When the global pandemic hit, attention was focused on the agreements among parties: advertisers, agencies, production companies, talent and rights holders. Conversations focused on termination rights, contingency provisions, insurance and force majeure.
To restart advertising production, new agreements and provisions have been drafted. While the parties negotiate and debate, there remains an almost insatiable need for new advertising content that both fits the needs of the moment—a world of stay-at-home orders and the needs of tomorrow—and the drive to increase sales and growth.
In the quest for new advertising materials, policies and procedures have been developed to allow for advertising production where groups of people come together. On a parallel pathway, there has been a heightened focus to create new advertising from the materials and content already produced, whether it is by simple use of clips or edited footage or photography, or more advanced digital manipulation. An interesting example is State Farm’s commercial used in ESPN’s high-profile documentary The Last Dance featuring doctored footage of SportsCenter anchor Kenny Mayne.
Advertising and creative materials, once produced, may be viewed as a tangible product—the property of the advertiser suitable for mining to create new work. Avoiding the problems of advertising creation amid Covid-19 is possible only if the path chosen provides an effective creative and business solution with fewer, not more, legal risks.
Here are some of the legal considerations when creating new advertising from already produced advertising materials:
Talent
What is in the talent agreement? Does SAG apply? If SAG does not apply, what do the releases or contracts provide? What is the allowed scope of any future use: term, territory and time periods?
Photography and music
The most likely scenario is a limited-use license. What are the terms of the license? Even if the brand is the copyright owner, consider whether there are still payment obligations and use limitations.
Third-party rights
Rights holders to artwork, logos, graffiti, tattoos, trademarks and copyrighted works will usually be subject to comprehensive agreements or written permissions. A core element of such documents is a limitation to the original intended use. As such, any further use will require negotiation and agreement.
Exclusivity
Even assuming use rights exist or are secured, if the use is for a different product category or brand, what about exclusivity? Does the advertiser have and/or want exclusivity? Are the talent and third-party rights now tied to a competitor?
Use or digital manipulation
Even if use rights beyond the term, territory or product exist, what about rights to digitally change, manipulate and/or sample the original work?
Assuming all use rights have been secured, the advertiser must consider another area of concern: advertising law regulatory issues. Advertising law is based on the fundamental legal principle that advertising must be truthful, not misleading and not deceptive. Further, there must be substantiation for all claims made at the time the advertising is run, not when it was created. Consider the following:
Use of clips or scenes from currently existing advertising approved as compliant with the existing advertising law rules at the time must be reviewed again for the new use. This applies to new product claims and substantiation of such claims as well as legal issues that arise out of a specific type of advertising—demonstrations.
A demonstration makes a claim about what a product can do (e.g., how much liquid spill a paper towel can absorb) and then shows the viewer that the product is doing it (e.g., the actual spill is being wiped up and absorbed). If content, by editing or manipulation, is changed in a material way but presents this to a consumer as a real demonstration, then there may be a need to add a disclosure or not use the manipulated footage. The facts will determine the action needed to ensure legal compliance.
As you seek to avoid the risks that could arise out of in-person advertising productions during this time, you must be sure that your action does not cause other damage, claims or injures. The last thing you want is a litigation by a third-party alleging failure to secure all necessary rights or a claim by a regulator that the new advertising created is false, deceptive or misleading.
Make sure you follow the rules—whether they relate to social distancing and masks, or third-party rights and advertising laws—as they are all extremely important.
Don’t miss Adweek NexTech July 27-July 30th, to explore the future of video convergence, ATV and CTV. Save your virtual seat.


• [Assignment] The lines to transcribe begin with the one containing "Probe for 'human face'." and end with the last line below; reproduce them exactly, without the pictures.

• [Data excerpts]
== Segment start ==
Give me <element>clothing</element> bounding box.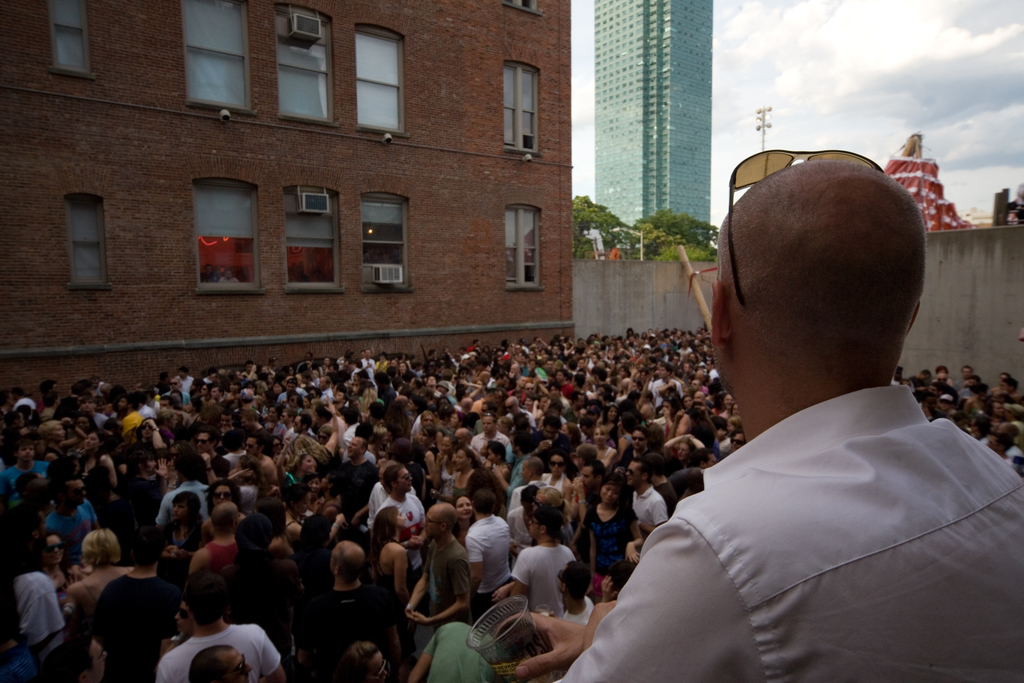
{"left": 149, "top": 612, "right": 278, "bottom": 682}.
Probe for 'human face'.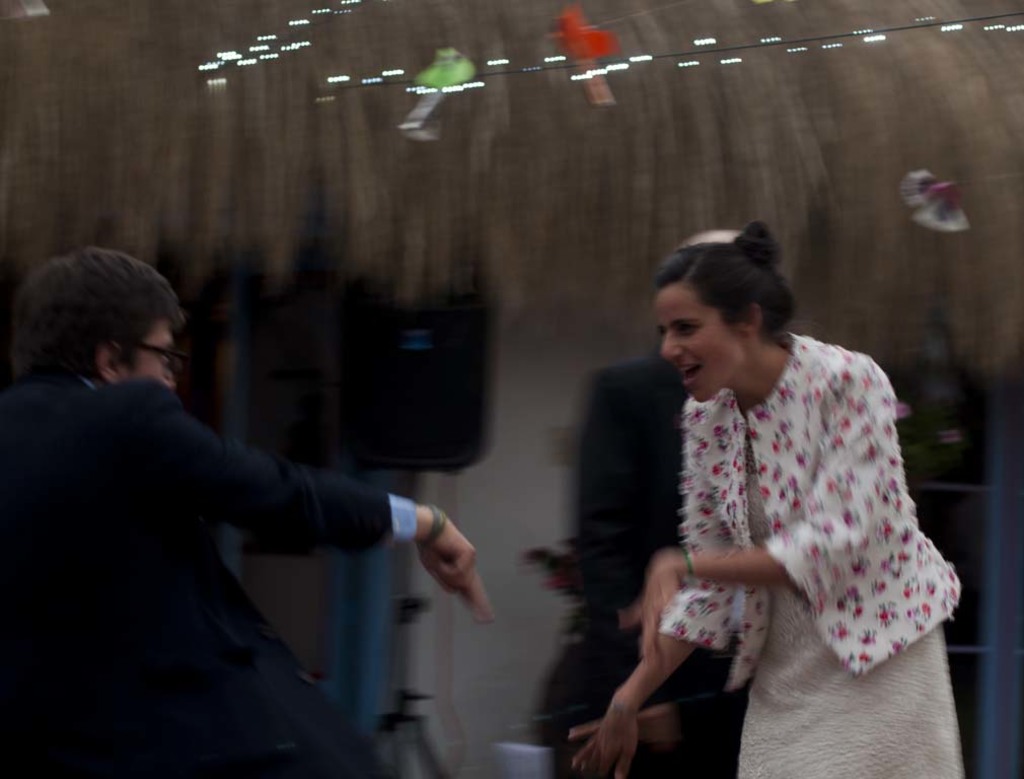
Probe result: (left=654, top=282, right=735, bottom=404).
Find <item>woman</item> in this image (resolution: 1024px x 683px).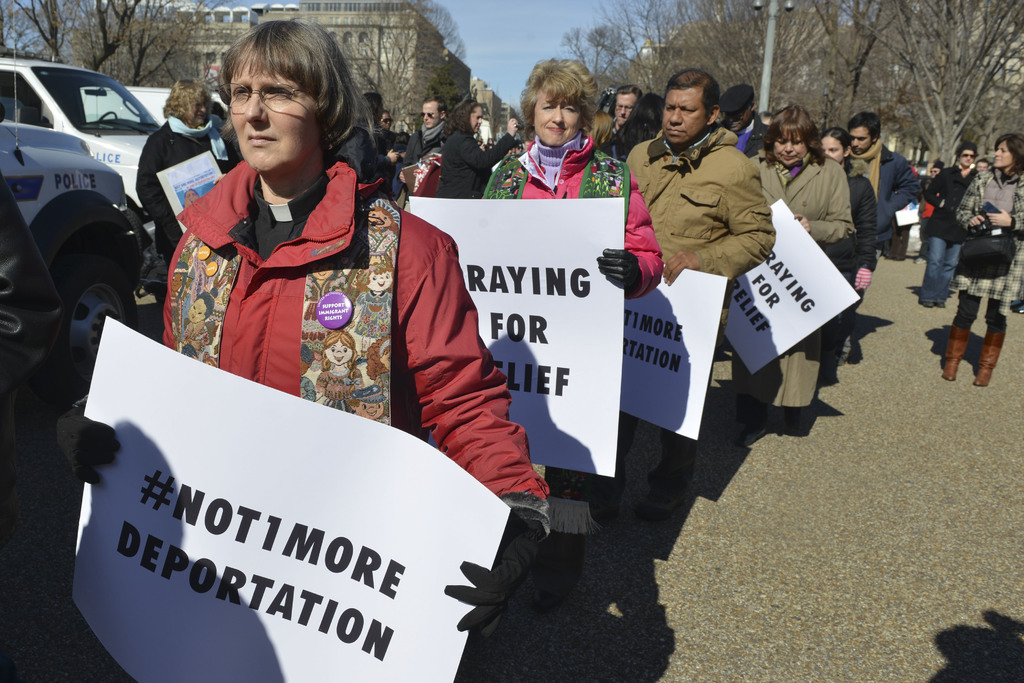
[x1=744, y1=97, x2=863, y2=445].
== Segment end ==
• [Result of this exercise]
Probe for 'human face'.
Probe result: (left=654, top=282, right=735, bottom=404).
Find <item>woman</item> in this image (resolution: 1024px x 683px).
[x1=744, y1=97, x2=863, y2=445].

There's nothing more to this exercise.